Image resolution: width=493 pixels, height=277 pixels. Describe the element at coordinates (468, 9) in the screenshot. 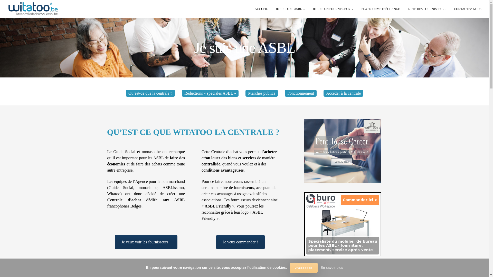

I see `CONTACTEZ-NOUS` at that location.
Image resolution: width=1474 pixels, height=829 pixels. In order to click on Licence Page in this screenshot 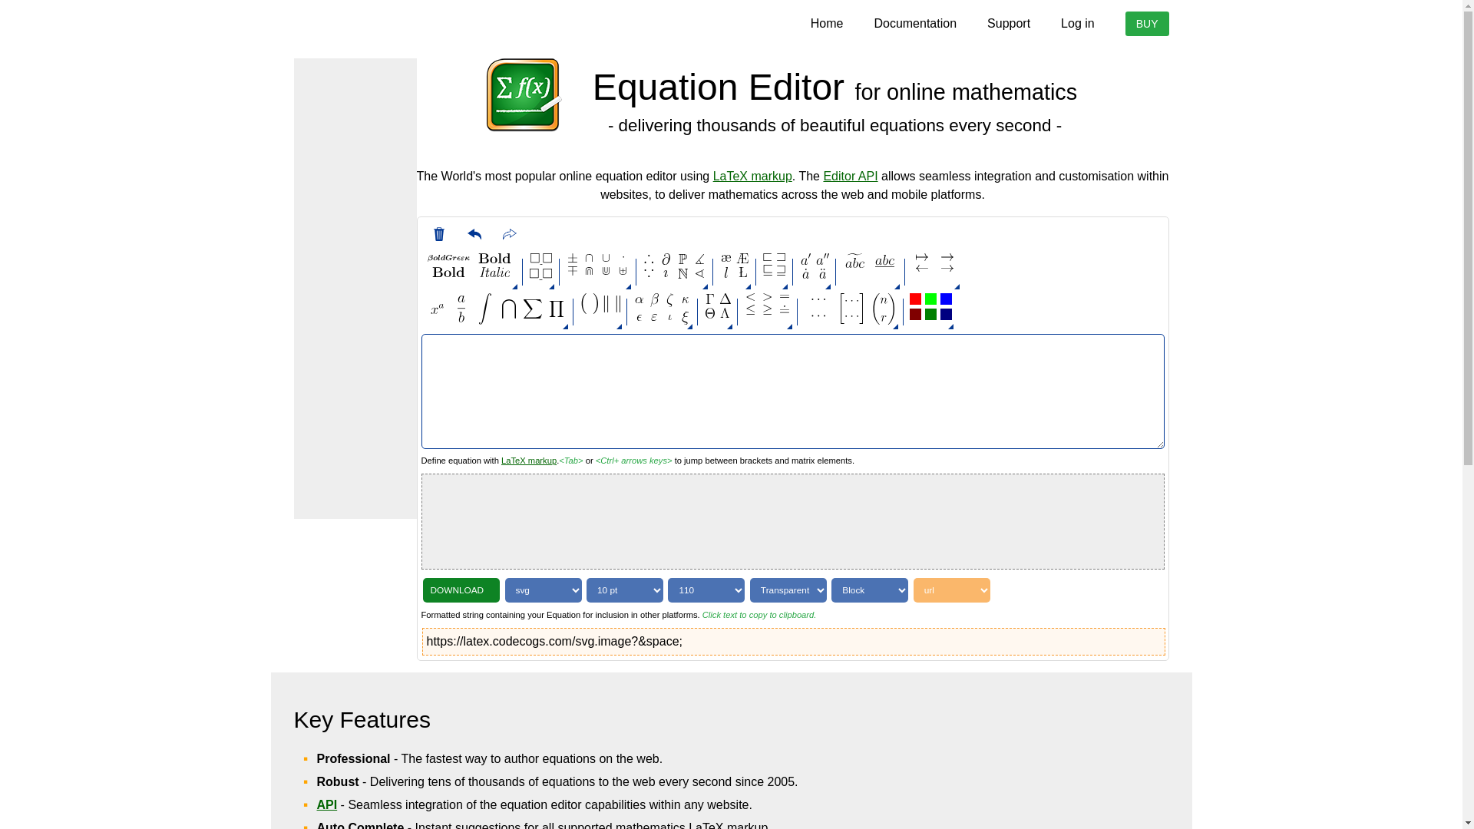, I will do `click(1147, 24)`.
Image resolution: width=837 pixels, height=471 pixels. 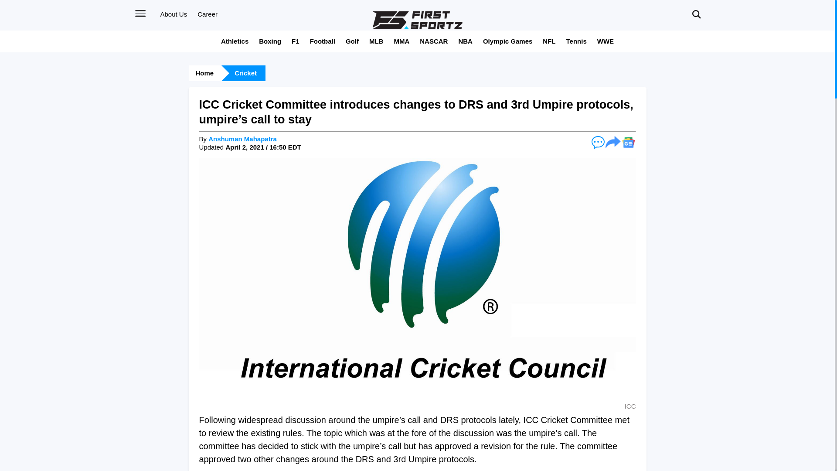 I want to click on About Us, so click(x=174, y=14).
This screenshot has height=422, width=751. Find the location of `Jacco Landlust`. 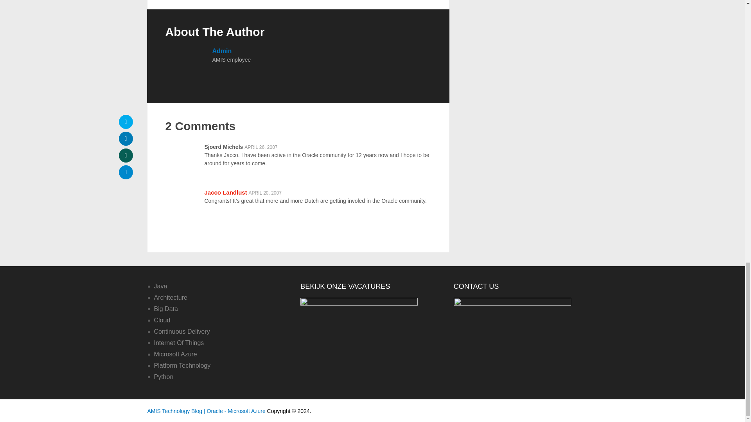

Jacco Landlust is located at coordinates (225, 192).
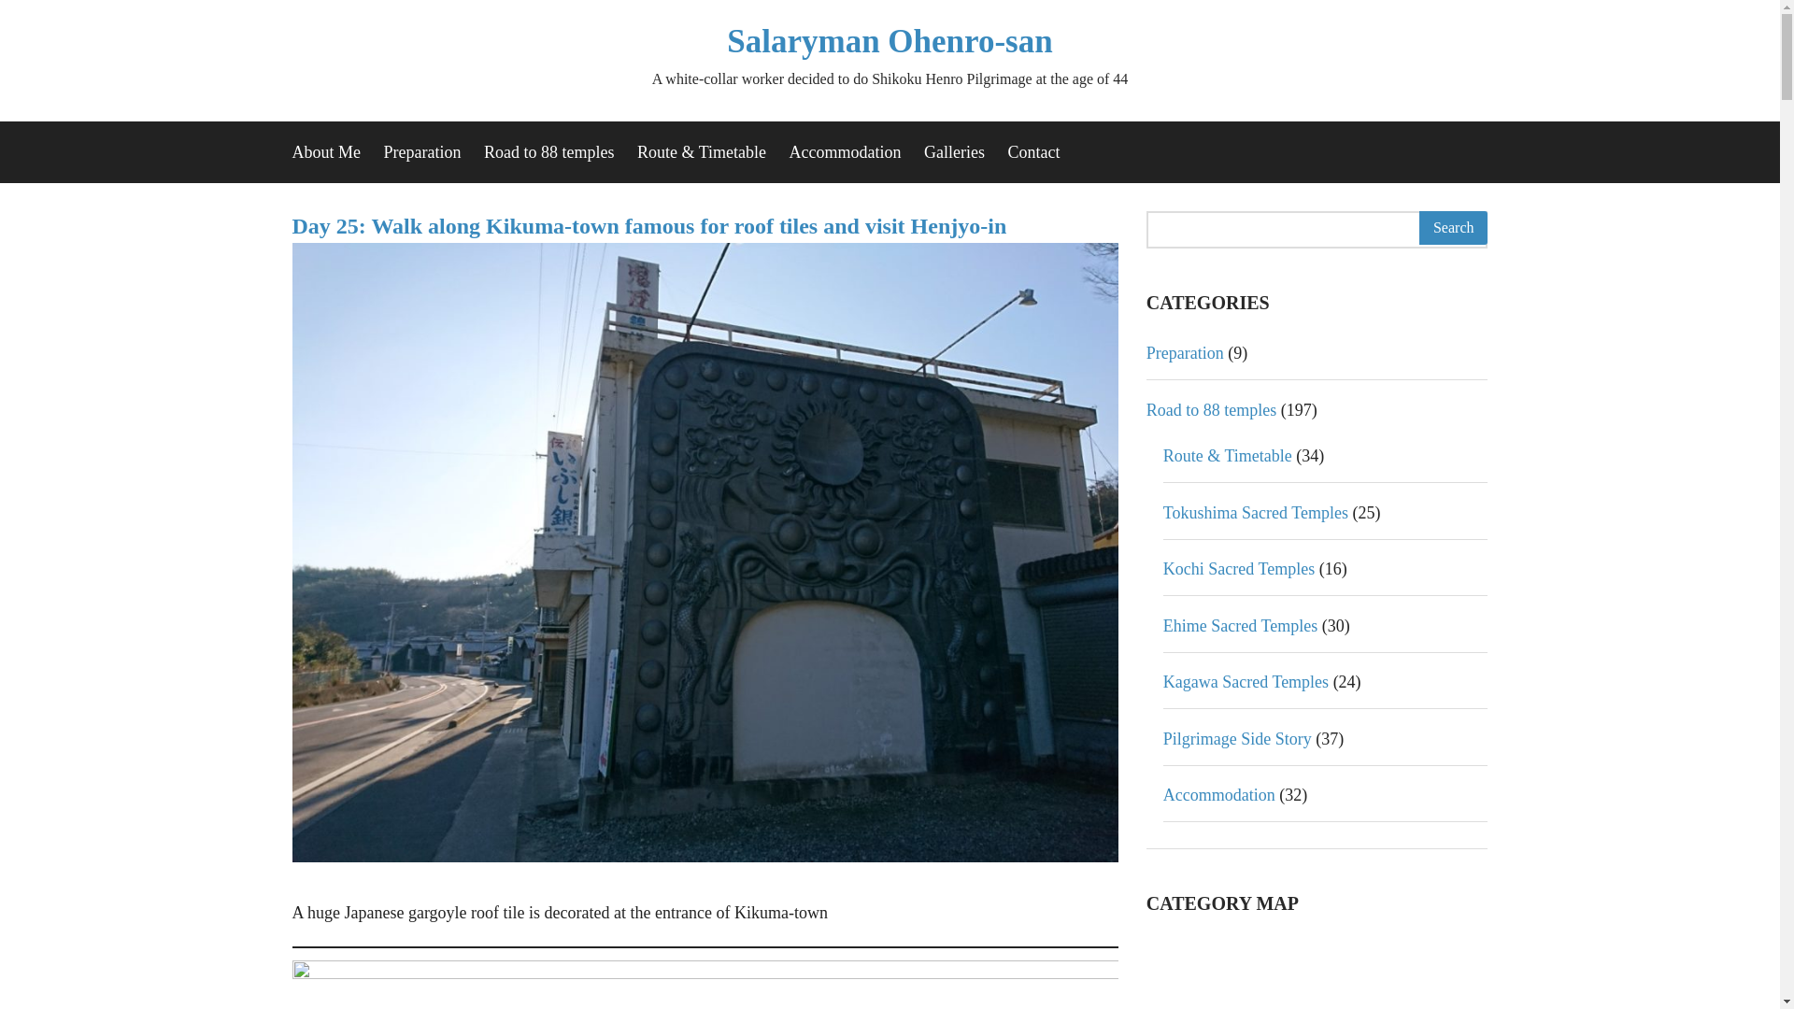 The width and height of the screenshot is (1794, 1009). What do you see at coordinates (1239, 626) in the screenshot?
I see `Ehime Sacred Temples` at bounding box center [1239, 626].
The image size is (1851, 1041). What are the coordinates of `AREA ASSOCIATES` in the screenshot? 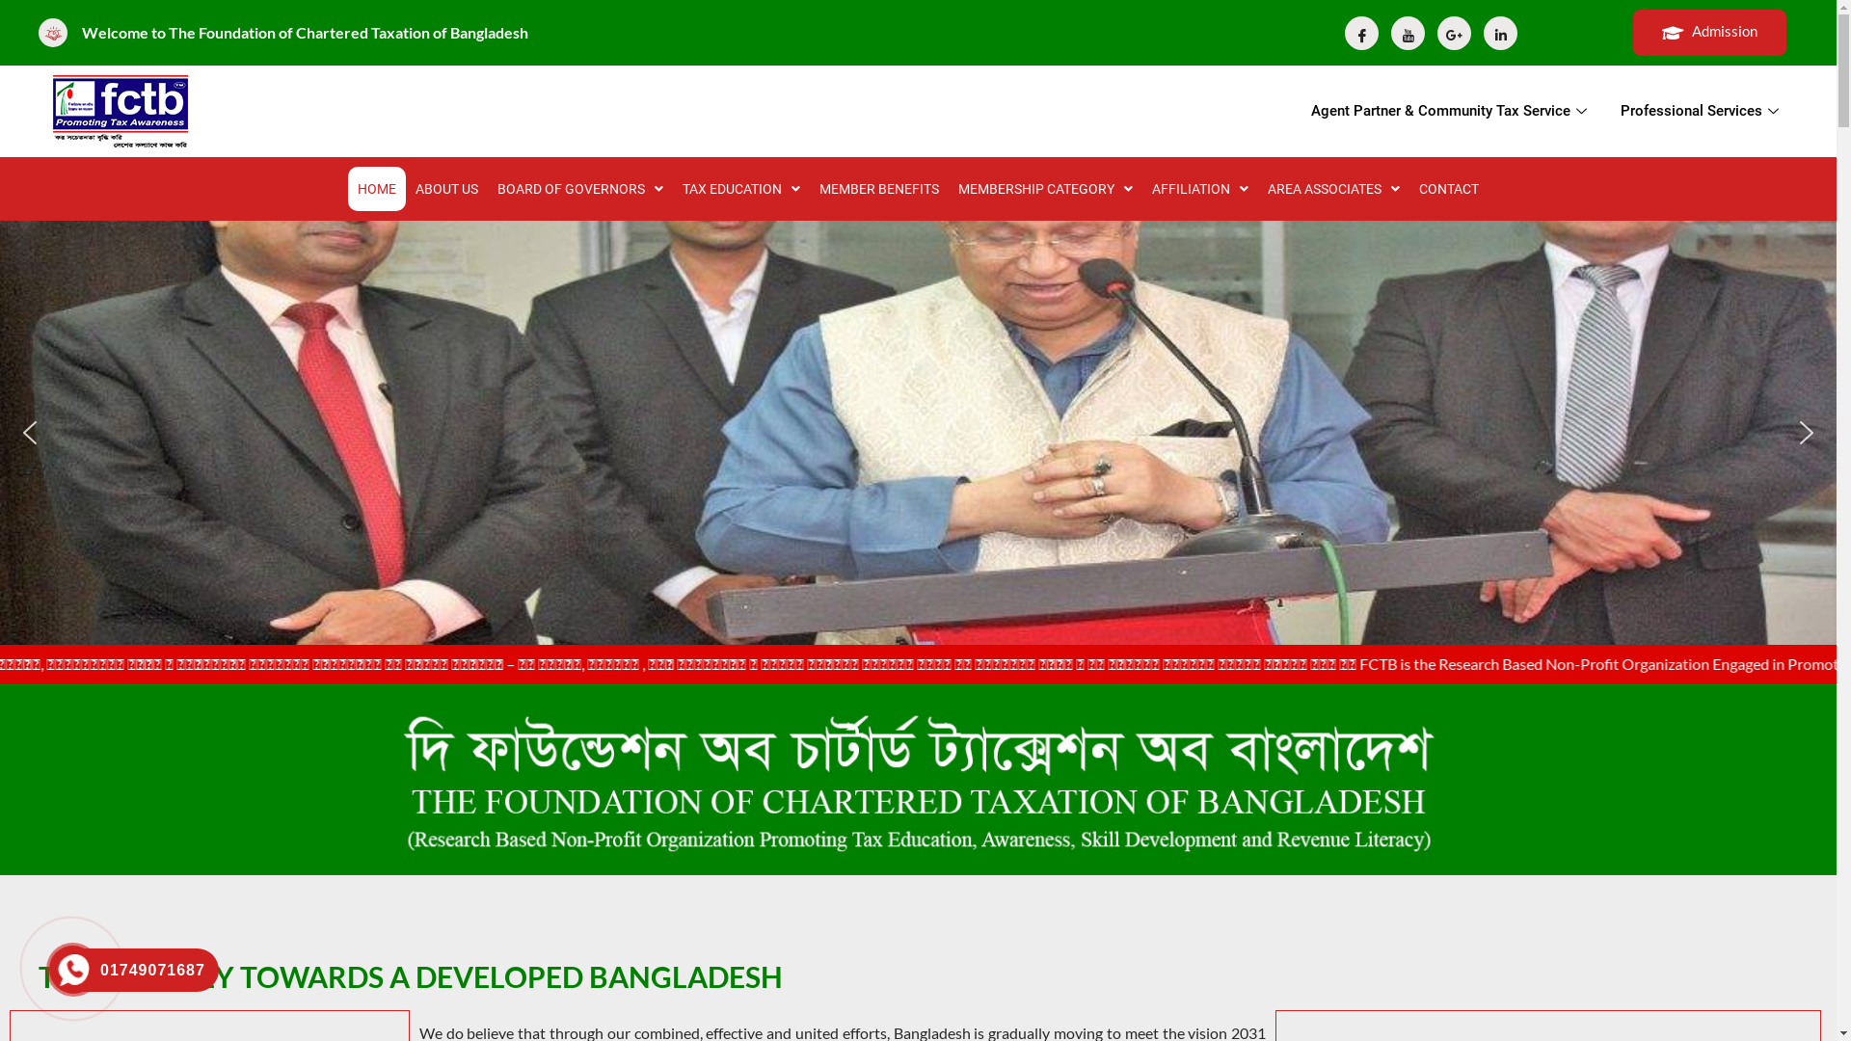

[TASK TO CARRY OUT]
Retype exactly the lines from the one containing "This screenshot has" through the last line of the records above, both included, and leave out any pictures.

[EXERCISE RESULT]
This screenshot has height=422, width=751. Find the location of `Jacco Landlust`. 

Jacco Landlust is located at coordinates (225, 192).
 The width and height of the screenshot is (1794, 1009). What do you see at coordinates (1239, 626) in the screenshot?
I see `Ehime Sacred Temples` at bounding box center [1239, 626].
The image size is (1851, 1041). What are the coordinates of `AREA ASSOCIATES` in the screenshot? 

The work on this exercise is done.